For health care companies completing arduous clinical trials, there's a saying that every day is worth $1 million. Completing the paperwork required to meet regulations and pay doctors can cost pharmaceutical and biotech companies quite a few extra days.
CFS Clinical, based in Audubon, Pa., reduces the time and money spent on forms by automating the process. Using internal proprietary software called
InSite, CFS reduces "study startup" -- the time spent signing up patients and proving a site's FDA compliance -- by 20 percent. The platform also works with a global banking network to manage payments to physicians, reducing wait time from up to four months to one month.
According to Kevin Williams, VP of Corporate Development, CFS is the first company to focus exclusively on the business and financial management of clinical trials. The niche has proved lucrative. CFS currently works with seven of the top 20 international pharmaceutical companies and this past year the company (founded in 2001) has grown their revenue and employee base by 50 percent. They now have 75 employees and expect to hire 10 to 15 more within the next year. Positions are available in accounting, software development and project management.
CFS continues to innovate. The company recently added a "
Business Intelligence" service that shows clients all their InSite transactions. Starting next year,
The Sunshine Act mandates healthcare providers disclose all payment information to the federal government.
"The process of actually making payments in the clinical research world is a bit backwards," says Williams. "We make the payments on the pharmaceutical company's behalf, then we aggregate that data and provide it back to them so they can report it."
The payments clinical trials make to physicians -- collectively dubbed "clinical grant spend" -- cover recruiting patients, screening patients, conducting trials and collecting clinical data. Williams says this portion accounts for 40 to 60 percent of a trial's entire budget. According to the
February 2011 issue of Focus, clinical grant spend leads to $13 billion in worldwide clinical trial spending. By amassing data from thousands of trials, CFS can predict this cost for individual trials.
"Trials, in terms of their timelines, are very volatile," says Williams. "They speed up, they slow down, they're behind, they change timelines. That has significant financial impact. We’re basically empowering our clients to control their finances much better."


Although the entries hold pictures, only their words are printed back, exactly as given.

^^^^^^^^^^^^^^^^

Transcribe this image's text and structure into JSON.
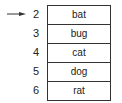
{
  "pointer": {
    "target_index": "2"
  },
  "rows": [
    {
      "index": "2",
      "value": "bat"
    },
    {
      "index": "3",
      "value": "bug"
    },
    {
      "index": "4",
      "value": "cat"
    },
    {
      "index": "5",
      "value": "dog"
    },
    {
      "index": "6",
      "value": "rat"
    }
  ]
}
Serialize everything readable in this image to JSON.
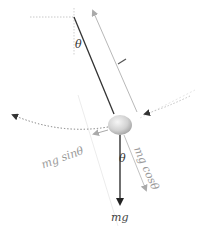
{
  "diagram": {
    "labels": {
      "length": "l",
      "theta_top": "θ",
      "theta_bottom": "θ",
      "weight": "mg",
      "tangential": "mg sinθ",
      "radial": "mg cosθ"
    },
    "colors": {
      "string": "#333333",
      "weight_arrow": "#222222",
      "component_arrow": "#b8b8b8",
      "guide_dotted": "#c8c8c8",
      "arc_dotted": "#777777",
      "label_dark": "#333333",
      "label_light": "#9a9a9a",
      "bob_light": "#f4f4f4",
      "bob_dark": "#a9a9a9"
    }
  }
}
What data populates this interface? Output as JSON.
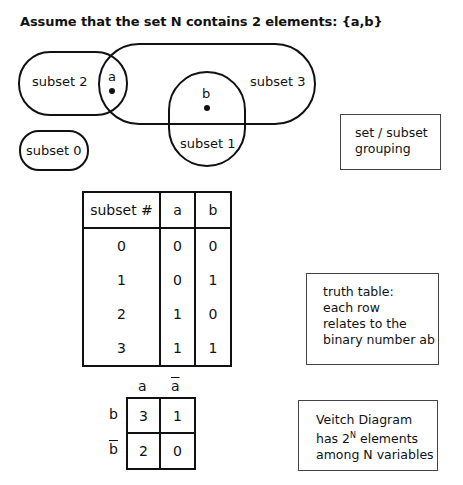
{
  "title": "Assume that the set N contains 2 elements: {a,b}",
  "venn": {
    "subsets": [
      {
        "id": "subset0",
        "label": "subset 0"
      },
      {
        "id": "subset1",
        "label": "subset 1"
      },
      {
        "id": "subset2",
        "label": "subset 2"
      },
      {
        "id": "subset3",
        "label": "subset 3"
      }
    ],
    "elements": [
      {
        "id": "a",
        "label": "a"
      },
      {
        "id": "b",
        "label": "b"
      }
    ]
  },
  "notes": {
    "grouping": [
      "set / subset",
      "grouping"
    ],
    "truth_table": [
      "truth table:",
      "each row",
      "relates to the",
      "binary number ab"
    ],
    "veitch": {
      "line1": "Veitch Diagram",
      "line2_prefix": "has 2",
      "line2_sup": "N",
      "line2_suffix": " elements",
      "line3": "among N variables"
    }
  },
  "truth_table": {
    "headers": [
      "subset #",
      "a",
      "b"
    ],
    "rows": [
      [
        "0",
        "0",
        "0"
      ],
      [
        "1",
        "0",
        "1"
      ],
      [
        "2",
        "1",
        "0"
      ],
      [
        "3",
        "1",
        "1"
      ]
    ]
  },
  "veitch": {
    "col_labels": [
      "a",
      "a"
    ],
    "col_negated": [
      false,
      true
    ],
    "row_labels": [
      "b",
      "b"
    ],
    "row_negated": [
      false,
      true
    ],
    "cells": [
      [
        "3",
        "1"
      ],
      [
        "2",
        "0"
      ]
    ]
  }
}
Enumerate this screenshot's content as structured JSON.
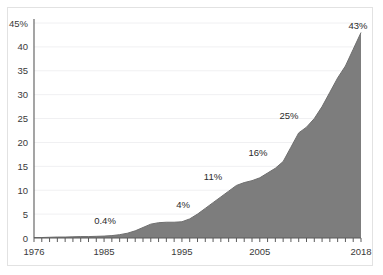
{
  "chart_data": {
    "type": "area",
    "title": "",
    "subtitle": "",
    "xlabel": "",
    "ylabel": "",
    "xlim": [
      1976,
      2018
    ],
    "ylim": [
      0,
      45
    ],
    "grid": true,
    "legend_position": "none",
    "y_ticks": [
      "0",
      "5",
      "10",
      "15",
      "20",
      "25",
      "30",
      "35",
      "40",
      "45%"
    ],
    "y_tick_values": [
      0,
      5,
      10,
      15,
      20,
      25,
      30,
      35,
      40,
      45
    ],
    "x_ticks": [
      "1976",
      "1985",
      "1995",
      "2005",
      "2018"
    ],
    "x_tick_values": [
      1976,
      1985,
      1995,
      2005,
      2018
    ],
    "x_minor_tick_interval": 1,
    "series": [
      {
        "name": "share",
        "color": "#7d7d7d",
        "x": [
          1976,
          1977,
          1978,
          1979,
          1980,
          1981,
          1982,
          1983,
          1984,
          1985,
          1986,
          1987,
          1988,
          1989,
          1990,
          1991,
          1992,
          1993,
          1994,
          1995,
          1996,
          1997,
          1998,
          1999,
          2000,
          2001,
          2002,
          2003,
          2004,
          2005,
          2006,
          2007,
          2008,
          2009,
          2010,
          2011,
          2012,
          2013,
          2014,
          2015,
          2016,
          2017,
          2018
        ],
        "values": [
          0.1,
          0.1,
          0.15,
          0.2,
          0.2,
          0.25,
          0.3,
          0.3,
          0.35,
          0.4,
          0.5,
          0.7,
          1.0,
          1.5,
          2.2,
          2.9,
          3.2,
          3.3,
          3.3,
          3.4,
          4.0,
          5.0,
          6.2,
          7.4,
          8.6,
          9.8,
          11.0,
          11.6,
          12.0,
          12.6,
          13.6,
          14.6,
          16.0,
          19.0,
          22.0,
          23.2,
          25.0,
          27.5,
          30.5,
          33.5,
          36.0,
          39.5,
          43.0
        ]
      }
    ],
    "annotations": [
      {
        "label": "0.4%",
        "year": 1985,
        "value": 0.4,
        "lx": 105,
        "ly": 224
      },
      {
        "label": "4%",
        "year": 1996,
        "value": 4.0,
        "lx": 183,
        "ly": 208
      },
      {
        "label": "11%",
        "year": 2002,
        "value": 11.0,
        "lx": 213,
        "ly": 180
      },
      {
        "label": "16%",
        "year": 2008,
        "value": 16.0,
        "lx": 258,
        "ly": 156
      },
      {
        "label": "25%",
        "year": 2012,
        "value": 25.0,
        "lx": 289,
        "ly": 119
      },
      {
        "label": "43%",
        "year": 2018,
        "value": 43.0,
        "lx": 358,
        "ly": 29
      }
    ]
  }
}
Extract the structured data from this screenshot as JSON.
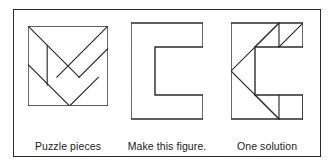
{
  "figure": {
    "kind": "tangram-puzzle-illustration",
    "border_color": "#2b2b2b",
    "line_color": "#2b2b2b",
    "background_color": "#ffffff",
    "panels": [
      {
        "id": "puzzle-pieces",
        "caption": "Puzzle pieces",
        "shape": "square",
        "description": "Tangram square divided into seven pieces"
      },
      {
        "id": "target-figure",
        "caption": "Make this figure.",
        "shape": "block-letter-C",
        "description": "Outline of a thick block letter C"
      },
      {
        "id": "one-solution",
        "caption": "One solution",
        "shape": "block-letter-C",
        "description": "Block letter C filled with the seven tangram pieces"
      }
    ]
  },
  "geometry": {
    "pieces_square": {
      "viewbox": "0 0 100 100",
      "outline": "0,0 100,0 100,100 0,100",
      "cuts": [
        "M 0 0 L 64 64",
        "M 100 0 L 36 64",
        "M 100 0 L 64 64 L 100 36",
        "M 0 50 L 50 100",
        "M 25 25 L 25 75",
        "M 25 75 L 75 75",
        "M 50 100 L 82 68"
      ]
    },
    "letter_c": {
      "viewbox": "0 0 84 112",
      "outline": "0,0 84,0 84,28 28,28 28,84 84,84 84,112 0,112"
    },
    "solution": {
      "viewbox": "0 0 84 112",
      "outline": "0,0 84,0 84,28 28,28 28,84 84,84 84,112 0,112",
      "cuts": [
        "M 0 56 L 56 0",
        "M 0 56 L 56 112",
        "M 28 28 L 56 0",
        "M 56 0 L 84 28",
        "M 56 28 L 84 0",
        "M 28 84 L 56 112",
        "M 56 84 L 56 112",
        "M 56 84 L 84 112"
      ]
    }
  }
}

^^^^^^^^^^^^^^^^

> [Answer to this exercise]:
Transcribe this image's text and structure into JSON.
{
  "pointer": {
    "target_index": "2"
  },
  "rows": [
    {
      "index": "2",
      "value": "bat"
    },
    {
      "index": "3",
      "value": "bug"
    },
    {
      "index": "4",
      "value": "cat"
    },
    {
      "index": "5",
      "value": "dog"
    },
    {
      "index": "6",
      "value": "rat"
    }
  ]
}
Serialize everything readable in this image to JSON.
{
  "diagram": {
    "labels": {
      "length": "l",
      "theta_top": "θ",
      "theta_bottom": "θ",
      "weight": "mg",
      "tangential": "mg sinθ",
      "radial": "mg cosθ"
    },
    "colors": {
      "string": "#333333",
      "weight_arrow": "#222222",
      "component_arrow": "#b8b8b8",
      "guide_dotted": "#c8c8c8",
      "arc_dotted": "#777777",
      "label_dark": "#333333",
      "label_light": "#9a9a9a",
      "bob_light": "#f4f4f4",
      "bob_dark": "#a9a9a9"
    }
  }
}
What data populates this interface? Output as JSON.
{
  "title": "Assume that the set N contains 2 elements: {a,b}",
  "venn": {
    "subsets": [
      {
        "id": "subset0",
        "label": "subset 0"
      },
      {
        "id": "subset1",
        "label": "subset 1"
      },
      {
        "id": "subset2",
        "label": "subset 2"
      },
      {
        "id": "subset3",
        "label": "subset 3"
      }
    ],
    "elements": [
      {
        "id": "a",
        "label": "a"
      },
      {
        "id": "b",
        "label": "b"
      }
    ]
  },
  "notes": {
    "grouping": [
      "set / subset",
      "grouping"
    ],
    "truth_table": [
      "truth table:",
      "each row",
      "relates to the",
      "binary number ab"
    ],
    "veitch": {
      "line1": "Veitch Diagram",
      "line2_prefix": "has 2",
      "line2_sup": "N",
      "line2_suffix": " elements",
      "line3": "among N variables"
    }
  },
  "truth_table": {
    "headers": [
      "subset #",
      "a",
      "b"
    ],
    "rows": [
      [
        "0",
        "0",
        "0"
      ],
      [
        "1",
        "0",
        "1"
      ],
      [
        "2",
        "1",
        "0"
      ],
      [
        "3",
        "1",
        "1"
      ]
    ]
  },
  "veitch": {
    "col_labels": [
      "a",
      "a"
    ],
    "col_negated": [
      false,
      true
    ],
    "row_labels": [
      "b",
      "b"
    ],
    "row_negated": [
      false,
      true
    ],
    "cells": [
      [
        "3",
        "1"
      ],
      [
        "2",
        "0"
      ]
    ]
  }
}
Enumerate this screenshot's content as structured JSON.
{
  "chart_data": {
    "type": "area",
    "title": "",
    "subtitle": "",
    "xlabel": "",
    "ylabel": "",
    "xlim": [
      1976,
      2018
    ],
    "ylim": [
      0,
      45
    ],
    "grid": true,
    "legend_position": "none",
    "y_ticks": [
      "0",
      "5",
      "10",
      "15",
      "20",
      "25",
      "30",
      "35",
      "40",
      "45%"
    ],
    "y_tick_values": [
      0,
      5,
      10,
      15,
      20,
      25,
      30,
      35,
      40,
      45
    ],
    "x_ticks": [
      "1976",
      "1985",
      "1995",
      "2005",
      "2018"
    ],
    "x_tick_values": [
      1976,
      1985,
      1995,
      2005,
      2018
    ],
    "x_minor_tick_interval": 1,
    "series": [
      {
        "name": "share",
        "color": "#7d7d7d",
        "x": [
          1976,
          1977,
          1978,
          1979,
          1980,
          1981,
          1982,
          1983,
          1984,
          1985,
          1986,
          1987,
          1988,
          1989,
          1990,
          1991,
          1992,
          1993,
          1994,
          1995,
          1996,
          1997,
          1998,
          1999,
          2000,
          2001,
          2002,
          2003,
          2004,
          2005,
          2006,
          2007,
          2008,
          2009,
          2010,
          2011,
          2012,
          2013,
          2014,
          2015,
          2016,
          2017,
          2018
        ],
        "values": [
          0.1,
          0.1,
          0.15,
          0.2,
          0.2,
          0.25,
          0.3,
          0.3,
          0.35,
          0.4,
          0.5,
          0.7,
          1.0,
          1.5,
          2.2,
          2.9,
          3.2,
          3.3,
          3.3,
          3.4,
          4.0,
          5.0,
          6.2,
          7.4,
          8.6,
          9.8,
          11.0,
          11.6,
          12.0,
          12.6,
          13.6,
          14.6,
          16.0,
          19.0,
          22.0,
          23.2,
          25.0,
          27.5,
          30.5,
          33.5,
          36.0,
          39.5,
          43.0
        ]
      }
    ],
    "annotations": [
      {
        "label": "0.4%",
        "year": 1985,
        "value": 0.4,
        "lx": 105,
        "ly": 224
      },
      {
        "label": "4%",
        "year": 1996,
        "value": 4.0,
        "lx": 183,
        "ly": 208
      },
      {
        "label": "11%",
        "year": 2002,
        "value": 11.0,
        "lx": 213,
        "ly": 180
      },
      {
        "label": "16%",
        "year": 2008,
        "value": 16.0,
        "lx": 258,
        "ly": 156
      },
      {
        "label": "25%",
        "year": 2012,
        "value": 25.0,
        "lx": 289,
        "ly": 119
      },
      {
        "label": "43%",
        "year": 2018,
        "value": 43.0,
        "lx": 358,
        "ly": 29
      }
    ]
  }
}
Extract the structured data from this screenshot as JSON.
{
  "figure": {
    "kind": "tangram-puzzle-illustration",
    "border_color": "#2b2b2b",
    "line_color": "#2b2b2b",
    "background_color": "#ffffff",
    "panels": [
      {
        "id": "puzzle-pieces",
        "caption": "Puzzle pieces",
        "shape": "square",
        "description": "Tangram square divided into seven pieces"
      },
      {
        "id": "target-figure",
        "caption": "Make this figure.",
        "shape": "block-letter-C",
        "description": "Outline of a thick block letter C"
      },
      {
        "id": "one-solution",
        "caption": "One solution",
        "shape": "block-letter-C",
        "description": "Block letter C filled with the seven tangram pieces"
      }
    ]
  },
  "geometry": {
    "pieces_square": {
      "viewbox": "0 0 100 100",
      "outline": "0,0 100,0 100,100 0,100",
      "cuts": [
        "M 0 0 L 64 64",
        "M 100 0 L 36 64",
        "M 100 0 L 64 64 L 100 36",
        "M 0 50 L 50 100",
        "M 25 25 L 25 75",
        "M 25 75 L 75 75",
        "M 50 100 L 82 68"
      ]
    },
    "letter_c": {
      "viewbox": "0 0 84 112",
      "outline": "0,0 84,0 84,28 28,28 28,84 84,84 84,112 0,112"
    },
    "solution": {
      "viewbox": "0 0 84 112",
      "outline": "0,0 84,0 84,28 28,28 28,84 84,84 84,112 0,112",
      "cuts": [
        "M 0 56 L 56 0",
        "M 0 56 L 56 112",
        "M 28 28 L 56 0",
        "M 56 0 L 84 28",
        "M 56 28 L 84 0",
        "M 28 84 L 56 112",
        "M 56 84 L 56 112",
        "M 56 84 L 84 112"
      ]
    }
  }
}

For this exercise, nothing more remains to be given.